Sound confusing (or just confused)? It is. And, despite its whip-smart dialogue and cutting humour, Pilger’s novel never seems to fully engage with the timely post-feminist commentary that’s obscured somewhere beneath the shit-smeared walls, collapsing blow-up mattresses and flamingo-costumed strippers that punctuate its frantic narrative.
Twenty-three-year-old Ann-Marie has dropped out of Cambridge, where ‘we only studied men who are dead. Although I didn’t really study anything because I was always drunk or high’. Newly single and convinced that falling in love will solve her problems, Ann-Marie works as a ‘door bitch’ at a London restaurant and picks up men with lines such as ‘I adopt loads of pussies from a refuge’.
But things take a bizarre turn when Ann-Marie meets Stephanie Haight, a renowned feminist who ‘must have been about sixty but the years had been injected out of her face’. Desperate to rescue Ann-Marie from the curse of her generation – ‘you’re caught between the housewife and the whore … That bloody Nigella Lawson has a lot to answer for’ – Stephanie lets Ann-Marie move in with her and makes her perform strange rituals that involve acting out ‘hyper-feminine actions’ that include ‘gathering, degradation, child-caring’.
Despite its riotously over-the-top action – Ann-Marie auditions at a strip club described as a ‘neo-burlesque social innovation start-up’; later, Stephanie shuts her in a soundproofed chamber and forces her to sing along to Beyoncé’s ‘Halo’ to ‘expunge those saccharine lyrics until they are dead to you’ – there are some particularly salient ideas here about how women are supposed to negotiate today’s confounding ‘post-post-feminist’ age. Stephanie wants Ann-Marie to claw her way free of a normatively gendered fate, but Stephanie has her own constraints and crosses to bear. She craves freedom, whereas Ann-Marie – and others of her generation – feels ‘trapped anyway, in all this freedom’. It’s an eternal conundrum, one that’s both political and personal, and it only seems harder to navigate in today’s increasingly fragmented society.
Pilger writes some brilliant dialogue (Beyoncé ‘wants girls to rule the world as long as they are sliding around in the dust wearing nothing but bikinis and sucking their forefingers’; in response to the observation that he’s changed, a character says, ‘Yeah but now I’m a hipster. No I forgot. I’m not meant to say that I’m a hipster. But I am one.’) and deftly skewers youth culture and the contemporary art scene. But it’s all so overdone (deliberately so, I think) that ultimately, it doesn’t seem to make much of a point or offer any discernable commentary.

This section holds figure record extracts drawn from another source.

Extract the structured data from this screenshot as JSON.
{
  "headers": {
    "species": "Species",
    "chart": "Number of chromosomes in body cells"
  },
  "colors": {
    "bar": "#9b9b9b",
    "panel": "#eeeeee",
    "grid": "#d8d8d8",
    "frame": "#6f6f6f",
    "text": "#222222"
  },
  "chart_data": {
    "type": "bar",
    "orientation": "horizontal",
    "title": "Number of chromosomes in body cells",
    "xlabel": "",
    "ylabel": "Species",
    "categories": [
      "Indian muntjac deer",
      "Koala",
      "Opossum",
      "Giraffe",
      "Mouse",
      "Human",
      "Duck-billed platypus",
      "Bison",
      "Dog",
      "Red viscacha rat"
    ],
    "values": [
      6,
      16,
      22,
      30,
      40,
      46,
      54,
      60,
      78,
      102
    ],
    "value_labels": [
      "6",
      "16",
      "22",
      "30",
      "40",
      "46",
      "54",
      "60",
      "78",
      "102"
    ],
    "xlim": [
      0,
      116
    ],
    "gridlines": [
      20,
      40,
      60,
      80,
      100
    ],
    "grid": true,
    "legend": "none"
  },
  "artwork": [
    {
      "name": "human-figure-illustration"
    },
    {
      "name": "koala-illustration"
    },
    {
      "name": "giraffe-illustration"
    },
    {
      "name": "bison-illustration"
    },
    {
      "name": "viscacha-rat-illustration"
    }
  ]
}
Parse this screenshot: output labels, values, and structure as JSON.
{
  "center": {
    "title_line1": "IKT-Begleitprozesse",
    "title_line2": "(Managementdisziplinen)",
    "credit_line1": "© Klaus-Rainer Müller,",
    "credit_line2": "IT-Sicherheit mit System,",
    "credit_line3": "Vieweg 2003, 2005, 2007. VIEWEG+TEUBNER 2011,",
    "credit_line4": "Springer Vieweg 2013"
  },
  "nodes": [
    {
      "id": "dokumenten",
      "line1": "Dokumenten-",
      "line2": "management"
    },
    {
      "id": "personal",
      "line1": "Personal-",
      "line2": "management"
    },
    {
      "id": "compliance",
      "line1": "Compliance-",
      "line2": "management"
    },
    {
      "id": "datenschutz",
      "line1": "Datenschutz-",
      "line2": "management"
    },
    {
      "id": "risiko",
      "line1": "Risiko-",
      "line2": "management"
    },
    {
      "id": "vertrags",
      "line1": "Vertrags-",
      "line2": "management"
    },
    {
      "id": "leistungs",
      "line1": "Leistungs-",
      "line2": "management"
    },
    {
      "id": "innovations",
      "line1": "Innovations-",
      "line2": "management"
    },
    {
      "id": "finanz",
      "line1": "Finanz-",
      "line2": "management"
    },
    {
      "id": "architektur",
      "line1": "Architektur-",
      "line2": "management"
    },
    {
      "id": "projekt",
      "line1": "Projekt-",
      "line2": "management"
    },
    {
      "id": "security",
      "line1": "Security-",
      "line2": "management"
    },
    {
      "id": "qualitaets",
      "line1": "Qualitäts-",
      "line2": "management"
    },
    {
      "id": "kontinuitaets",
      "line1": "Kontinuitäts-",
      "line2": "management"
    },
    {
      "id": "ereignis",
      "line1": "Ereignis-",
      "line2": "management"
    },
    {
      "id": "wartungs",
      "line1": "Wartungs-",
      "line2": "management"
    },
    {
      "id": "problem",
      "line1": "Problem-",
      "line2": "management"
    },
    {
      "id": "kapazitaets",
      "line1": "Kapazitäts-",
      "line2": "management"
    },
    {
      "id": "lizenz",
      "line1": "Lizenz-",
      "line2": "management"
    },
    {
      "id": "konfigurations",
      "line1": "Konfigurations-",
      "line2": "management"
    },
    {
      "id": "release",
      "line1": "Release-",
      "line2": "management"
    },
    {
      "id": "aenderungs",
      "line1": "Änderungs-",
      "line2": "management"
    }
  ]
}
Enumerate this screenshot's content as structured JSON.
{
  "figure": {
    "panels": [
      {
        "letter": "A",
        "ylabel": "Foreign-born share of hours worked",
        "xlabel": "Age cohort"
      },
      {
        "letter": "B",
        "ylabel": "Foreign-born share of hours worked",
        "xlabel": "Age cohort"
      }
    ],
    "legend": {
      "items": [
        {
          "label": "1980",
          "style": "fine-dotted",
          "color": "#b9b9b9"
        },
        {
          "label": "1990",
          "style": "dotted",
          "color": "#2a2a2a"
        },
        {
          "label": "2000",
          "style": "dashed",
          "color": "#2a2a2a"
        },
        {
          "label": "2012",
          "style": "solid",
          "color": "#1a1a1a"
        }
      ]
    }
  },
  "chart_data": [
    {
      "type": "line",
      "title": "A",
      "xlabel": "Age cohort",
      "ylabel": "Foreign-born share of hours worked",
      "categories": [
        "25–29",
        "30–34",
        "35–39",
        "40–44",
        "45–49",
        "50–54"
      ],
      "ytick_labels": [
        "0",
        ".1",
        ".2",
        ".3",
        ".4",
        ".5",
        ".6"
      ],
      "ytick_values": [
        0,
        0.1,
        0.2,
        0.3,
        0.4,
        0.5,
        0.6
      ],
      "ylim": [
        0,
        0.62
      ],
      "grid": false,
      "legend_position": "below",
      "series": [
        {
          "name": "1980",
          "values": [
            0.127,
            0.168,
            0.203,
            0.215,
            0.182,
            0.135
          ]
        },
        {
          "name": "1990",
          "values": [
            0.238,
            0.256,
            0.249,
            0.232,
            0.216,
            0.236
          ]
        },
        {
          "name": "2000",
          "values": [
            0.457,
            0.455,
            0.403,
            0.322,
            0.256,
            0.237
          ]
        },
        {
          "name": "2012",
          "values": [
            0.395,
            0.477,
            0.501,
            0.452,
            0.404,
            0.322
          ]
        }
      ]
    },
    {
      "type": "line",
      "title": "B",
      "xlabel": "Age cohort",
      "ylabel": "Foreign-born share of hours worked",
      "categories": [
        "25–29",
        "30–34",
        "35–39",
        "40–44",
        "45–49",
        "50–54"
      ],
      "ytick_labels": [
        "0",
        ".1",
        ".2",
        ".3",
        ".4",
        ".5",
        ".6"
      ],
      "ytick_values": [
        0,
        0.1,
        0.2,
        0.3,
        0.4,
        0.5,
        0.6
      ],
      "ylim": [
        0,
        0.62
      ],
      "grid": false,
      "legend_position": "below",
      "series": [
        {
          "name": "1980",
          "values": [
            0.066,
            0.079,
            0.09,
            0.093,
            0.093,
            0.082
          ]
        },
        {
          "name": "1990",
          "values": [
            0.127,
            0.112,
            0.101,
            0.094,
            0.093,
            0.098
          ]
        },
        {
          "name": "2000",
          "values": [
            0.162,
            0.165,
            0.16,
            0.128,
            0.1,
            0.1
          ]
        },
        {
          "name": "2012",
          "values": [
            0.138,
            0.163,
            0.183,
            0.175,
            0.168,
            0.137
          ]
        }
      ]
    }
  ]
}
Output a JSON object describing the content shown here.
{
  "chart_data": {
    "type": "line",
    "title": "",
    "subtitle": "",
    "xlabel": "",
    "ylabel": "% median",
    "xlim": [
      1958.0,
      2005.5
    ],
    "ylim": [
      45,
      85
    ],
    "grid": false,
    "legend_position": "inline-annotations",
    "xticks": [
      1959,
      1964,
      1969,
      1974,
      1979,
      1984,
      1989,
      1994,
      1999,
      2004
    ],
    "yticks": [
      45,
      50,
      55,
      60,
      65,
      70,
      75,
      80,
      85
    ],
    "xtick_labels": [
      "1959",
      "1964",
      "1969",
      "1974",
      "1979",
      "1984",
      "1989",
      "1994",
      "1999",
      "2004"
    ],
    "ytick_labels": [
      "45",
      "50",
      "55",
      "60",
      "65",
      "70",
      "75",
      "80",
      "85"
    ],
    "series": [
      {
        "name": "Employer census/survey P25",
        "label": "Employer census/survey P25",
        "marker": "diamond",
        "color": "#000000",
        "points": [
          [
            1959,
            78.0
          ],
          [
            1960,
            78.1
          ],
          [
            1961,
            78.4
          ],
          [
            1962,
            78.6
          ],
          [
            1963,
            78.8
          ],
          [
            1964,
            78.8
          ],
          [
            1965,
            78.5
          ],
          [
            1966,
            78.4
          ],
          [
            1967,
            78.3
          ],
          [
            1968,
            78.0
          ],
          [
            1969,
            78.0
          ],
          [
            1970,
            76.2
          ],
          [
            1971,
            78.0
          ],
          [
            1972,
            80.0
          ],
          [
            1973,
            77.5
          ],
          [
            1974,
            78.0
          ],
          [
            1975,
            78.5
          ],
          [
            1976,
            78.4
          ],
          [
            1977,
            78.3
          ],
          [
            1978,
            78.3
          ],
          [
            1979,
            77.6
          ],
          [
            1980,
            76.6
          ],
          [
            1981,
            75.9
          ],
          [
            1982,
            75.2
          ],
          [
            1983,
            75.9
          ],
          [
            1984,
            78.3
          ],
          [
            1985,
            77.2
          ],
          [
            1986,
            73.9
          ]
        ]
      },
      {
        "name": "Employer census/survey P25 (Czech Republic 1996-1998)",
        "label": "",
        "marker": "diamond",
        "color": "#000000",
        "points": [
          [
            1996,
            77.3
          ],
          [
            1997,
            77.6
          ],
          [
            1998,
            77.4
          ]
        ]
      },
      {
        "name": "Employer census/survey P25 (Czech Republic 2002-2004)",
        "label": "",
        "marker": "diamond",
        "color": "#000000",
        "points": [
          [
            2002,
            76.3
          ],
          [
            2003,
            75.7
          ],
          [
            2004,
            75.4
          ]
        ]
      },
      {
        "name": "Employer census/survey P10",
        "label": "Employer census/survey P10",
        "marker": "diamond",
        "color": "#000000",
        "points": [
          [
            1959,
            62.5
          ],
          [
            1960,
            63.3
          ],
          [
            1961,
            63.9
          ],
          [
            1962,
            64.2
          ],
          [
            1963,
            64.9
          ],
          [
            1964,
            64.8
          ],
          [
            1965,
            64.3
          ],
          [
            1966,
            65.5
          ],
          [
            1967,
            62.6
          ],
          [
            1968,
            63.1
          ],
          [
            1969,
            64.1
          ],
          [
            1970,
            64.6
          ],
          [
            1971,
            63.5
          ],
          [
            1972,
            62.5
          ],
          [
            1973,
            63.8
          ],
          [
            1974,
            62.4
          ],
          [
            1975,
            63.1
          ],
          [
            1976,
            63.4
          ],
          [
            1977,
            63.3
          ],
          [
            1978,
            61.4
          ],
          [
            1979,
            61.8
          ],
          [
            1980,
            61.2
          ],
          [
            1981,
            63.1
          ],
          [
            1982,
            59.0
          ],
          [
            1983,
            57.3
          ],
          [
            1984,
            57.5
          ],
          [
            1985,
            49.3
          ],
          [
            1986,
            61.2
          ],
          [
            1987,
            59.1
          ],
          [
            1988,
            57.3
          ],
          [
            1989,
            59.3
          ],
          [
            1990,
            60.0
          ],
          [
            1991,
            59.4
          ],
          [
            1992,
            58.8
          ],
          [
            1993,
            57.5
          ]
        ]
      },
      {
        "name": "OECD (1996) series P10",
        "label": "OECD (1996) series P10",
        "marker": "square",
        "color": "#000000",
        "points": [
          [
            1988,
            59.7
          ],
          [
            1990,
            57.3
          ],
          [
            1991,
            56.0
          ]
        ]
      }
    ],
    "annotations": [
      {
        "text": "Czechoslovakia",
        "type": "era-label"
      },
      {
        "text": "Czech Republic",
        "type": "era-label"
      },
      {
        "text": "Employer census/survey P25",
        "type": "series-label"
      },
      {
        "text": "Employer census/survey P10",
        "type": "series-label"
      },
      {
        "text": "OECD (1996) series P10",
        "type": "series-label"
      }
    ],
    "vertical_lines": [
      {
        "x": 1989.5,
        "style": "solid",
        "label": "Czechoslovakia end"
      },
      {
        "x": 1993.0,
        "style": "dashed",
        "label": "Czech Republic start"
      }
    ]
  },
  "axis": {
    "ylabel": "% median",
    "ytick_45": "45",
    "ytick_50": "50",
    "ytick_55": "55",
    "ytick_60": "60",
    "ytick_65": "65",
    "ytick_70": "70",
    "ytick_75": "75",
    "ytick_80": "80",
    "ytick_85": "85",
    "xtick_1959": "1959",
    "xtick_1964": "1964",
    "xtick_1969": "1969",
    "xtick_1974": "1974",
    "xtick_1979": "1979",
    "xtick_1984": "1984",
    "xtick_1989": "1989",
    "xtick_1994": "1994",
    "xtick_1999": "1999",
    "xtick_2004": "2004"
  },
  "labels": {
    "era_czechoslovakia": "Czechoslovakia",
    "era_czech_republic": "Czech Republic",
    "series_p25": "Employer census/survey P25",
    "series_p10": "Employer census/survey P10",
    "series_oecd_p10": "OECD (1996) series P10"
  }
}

Possibly this was part of Pilger’s intention – she stated in an interview that she ‘just wanted to open up the space of talking about feminism in a way that was accessible … feminism is about people’s real lives and is something all men and women need’. But does parody ‘open up the space’ for meaningful dialogue?
Pilger’s desire to make feminism ‘accessible’ is certainly admirable, but I’m not sure that she achieves it here with her bombastic set-pieces and predictable portrayal of the Angry Second-Wave Feminist, which surely gives yet more unnecessary airtime to a tired cultural cliché.
Eat My Heart Out is undoubtedly one of the most entertaining books I’ve read lately, but, like Ann-Marie, it careens wildly from one outrageous scenario to another without taking much meaning away from any of them.